UK Pays £1.45bn to Switch Off Wind Farms as Scots Sites Get £347m
UK pays £1.45bn to switch off wind farms

Households and businesses across Britain are footing a colossal bill for wind turbines to be switched off, with new figures revealing the staggering scale of so-called 'constraint payments'. In Scotland alone, wind farm operators received nearly £347 million in a single year to not generate electricity, as part of a UK-wide total exceeding £1.45 billion spent on wasted wind power.

The Staggering Cost of Grid Congestion

Data from the Wasted Wind tracker website shows that an astonishing £1,457,263,000 has been spent in Britain this year turning off wind turbines and paying alternative sources, like gas plants, to switch on. This marks a significant jump from £1.23 billion the previous year. The payments, made when the National Grid is congested and cannot transport power from remote renewable sites to population centres, are ultimately added to consumer energy bills.

According to separate figures from the Renewable Energy Foundation, wind farms in Scotland have been paid £346,847,461 in constraint payments alone up to December 15th. This is the second-highest annual total on record, only slightly below the 2024 peak of £393 million, with two weeks of the year remaining.

Political Outcry and Community Backlash

The scale of the payments has triggered alarm among politicians and campaigners, who argue that consumers are being unfairly penalised for systemic failures. Douglas Lumsden, the Scottish Conservative energy spokesman, stated: ‘Hard-pressed Scots will rightly be questioning these soaring payments. At a time when they are facing rising energy bills, they will wonder why they are footing an ever-increasing bill for turbines to be turned off.’

He added that rural communities are being 'overwhelmed' by the proliferation of wind farms, accusing both Labour and the SNP of riding 'roughshod over local community concerns'. Campaigner Denise Davis of Communities B4 Power Companies echoed the sentiment, noting: ‘The whole of the UK is having to pay for this. Every single time they get a bill, they’re paying.’

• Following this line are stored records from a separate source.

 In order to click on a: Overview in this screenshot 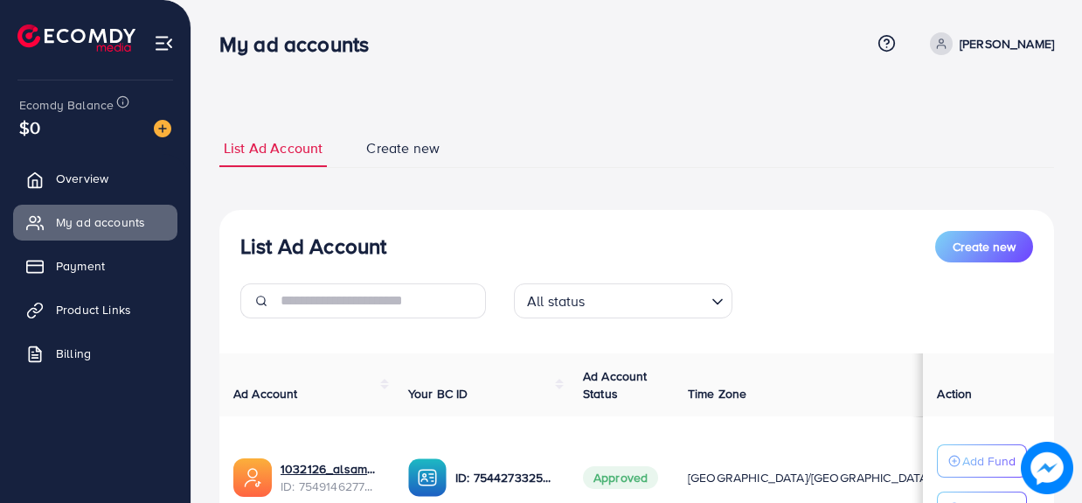, I will do `click(95, 178)`.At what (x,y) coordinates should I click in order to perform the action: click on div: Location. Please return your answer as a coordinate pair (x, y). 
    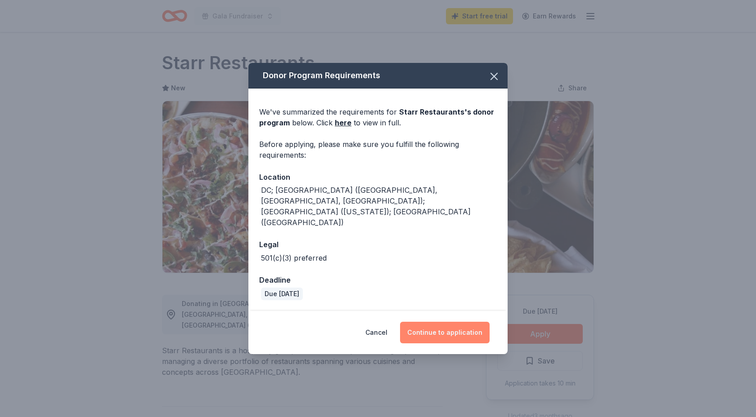
    Looking at the image, I should click on (378, 177).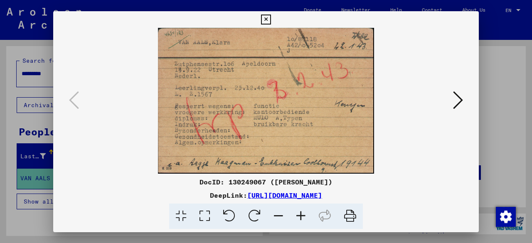 The width and height of the screenshot is (532, 243). Describe the element at coordinates (266, 101) in the screenshot. I see `img: 001.jpg` at that location.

The spread of onshore wind infrastructure is vast. Latest figures show the Highlands host the most turbines with 862, followed by South Lanarkshire (518) and Dumfries and Galloway (512). This is in addition to major offshore developments like Scotland's largest wind farm, Seagreen, located in the North Sea.

Government Responses and Grid Upgrades

In response to the crisis, a spokesperson for the Department for Energy Security and Net Zero emphasised ongoing investments: ‘We are reversing decades of underinvestment and delivering the biggest upgrade to the grid, which will minimise constraint costs... The more renewables on the system, the cheaper the wholesale price of electricity.’

However, Gillian Martin, Holyrood’s Energy Secretary, placed blame on the UK-wide system: ‘The current UK energy system is not fit for purpose - in an energy rich country like Scotland, nobody should be struggling to pay their bills... We have consistently called for reform of the electricity market so that Scottish households can benefit from the green electricity produced in our country.’

She highlighted Scotland's renewable potential as a major economic opportunity for job creation and community benefit, underscoring the tension between rapid renewable expansion and the infrastructure needed to support it efficiently.